Someday she’d take the trail. Someday she’d step onto that first patch of dirt in Georgia. Someday she’d keep going until Kansas felt like a distant, blurry chapter in someone else’s life.
But “someday” had started shifting. It had begun to feel less like a dream and more like a door.
The idea took root during a thunderstorm in June. Her stepfather had slammed the front door so hard that pictures rattled off the wall. Fleta retreated to her room and pulled her favorite trail journal from beneath the loose floorboard. She opened to a passage about reaching the first shelter in the Smokies—wind slicing across the ridgeline, the hiker soaked to the bone but laughing anyway because he was free.
Free. The word clicked.
That night, she listed everything she’d need on a sheet of notebook paper: a pack, a map, food she could carry, something warm to sleep in, a way to get out of Kansas. She didn’t know how she’d find any of it, but she wrote it all down. Writing made things real.

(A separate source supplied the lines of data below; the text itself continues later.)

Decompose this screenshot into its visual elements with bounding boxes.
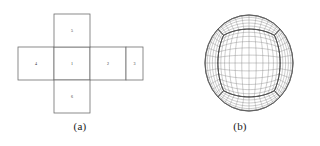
caption-panel-a: (a) bbox=[0, 120, 160, 132]
net-face-label: 1 bbox=[71, 61, 73, 66]
net-cell-face-3: 3 bbox=[126, 47, 143, 80]
net-face-label: 3 bbox=[134, 61, 136, 66]
net-face-label: 6 bbox=[71, 94, 73, 99]
net-face-label: 4 bbox=[35, 61, 37, 66]
net-face-label: 5 bbox=[71, 28, 73, 33]
net-cell-face-2: 2 bbox=[90, 47, 126, 80]
net-cell-face-5: 5 bbox=[54, 14, 90, 47]
panel-sphere-mesh: (b) bbox=[160, 0, 320, 146]
net-cell-face-6: 6 bbox=[54, 80, 90, 113]
cubed-sphere-drawing bbox=[160, 0, 320, 120]
net-cell-face-1: 1 bbox=[54, 47, 90, 80]
panel-cube-net: 412356 (a) bbox=[0, 0, 160, 146]
net-cell-face-4: 4 bbox=[18, 47, 54, 80]
cube-net-drawing: 412356 bbox=[0, 0, 160, 120]
figure-cubed-sphere: 412356 (a) (b) bbox=[0, 0, 320, 146]
caption-panel-b: (b) bbox=[160, 120, 320, 132]
net-face-label: 2 bbox=[107, 61, 109, 66]
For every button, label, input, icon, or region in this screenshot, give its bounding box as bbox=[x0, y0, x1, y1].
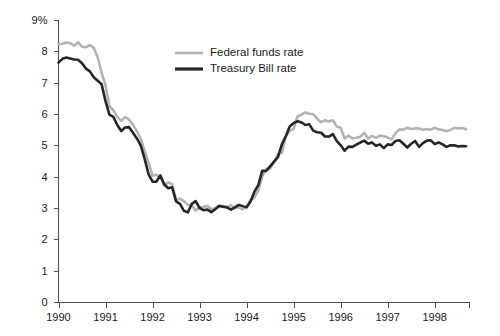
y-tick-label: 1 bbox=[41, 265, 47, 277]
y-tick-label: 9% bbox=[32, 14, 48, 26]
x-tick-label: 1997 bbox=[375, 311, 399, 323]
y-tick-label: 0 bbox=[41, 296, 47, 308]
x-tick-label: 1991 bbox=[93, 311, 117, 323]
chart-legend: Federal funds rateTreasury Bill rate bbox=[175, 46, 303, 74]
x-axis-group: 199019911992199319941995199619971998 bbox=[46, 302, 470, 323]
y-tick-label: 8 bbox=[41, 45, 47, 57]
x-tick-label: 1996 bbox=[328, 311, 352, 323]
y-tick-label: 3 bbox=[41, 202, 47, 214]
y-tick-group: 0123456789% bbox=[32, 14, 59, 308]
x-tick-label: 1992 bbox=[140, 311, 164, 323]
x-tick-label: 1993 bbox=[187, 311, 211, 323]
x-tick-label: 1998 bbox=[422, 311, 446, 323]
x-tick-group: 199019911992199319941995199619971998 bbox=[46, 302, 469, 323]
y-tick-label: 7 bbox=[41, 77, 47, 89]
legend-label: Federal funds rate bbox=[210, 46, 303, 58]
y-tick-label: 5 bbox=[41, 139, 47, 151]
y-tick-label: 2 bbox=[41, 233, 47, 245]
legend-label: Treasury Bill rate bbox=[210, 62, 297, 74]
interest-rates-chart: 0123456789% 1990199119921993199419951996… bbox=[0, 0, 500, 336]
chart-canvas: 0123456789% 1990199119921993199419951996… bbox=[0, 0, 500, 336]
x-tick-label: 1990 bbox=[46, 311, 70, 323]
y-axis-group: 0123456789% bbox=[32, 14, 59, 308]
series-line-treasury-bill bbox=[59, 58, 467, 213]
y-tick-label: 6 bbox=[41, 108, 47, 120]
x-tick-label: 1995 bbox=[281, 311, 305, 323]
y-tick-label: 4 bbox=[41, 171, 47, 183]
x-tick-label: 1994 bbox=[234, 311, 258, 323]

She hid the list inside the book. She hid the book under the floorboard. She hid the plan inside herself, glowing like a candle cupped between her hands.
Chetopa was small. Her world was smaller. But the trail was long—long enough to hold a new life for someone who had never really had one. Fleta didn’t know when she would leave, only that every day in that house pushed her closer to the moment she would.
And when she finally stepped outside with everything she owned in a backpack, she would not be running away.
She would be walking toward the first real morning she’d ever had.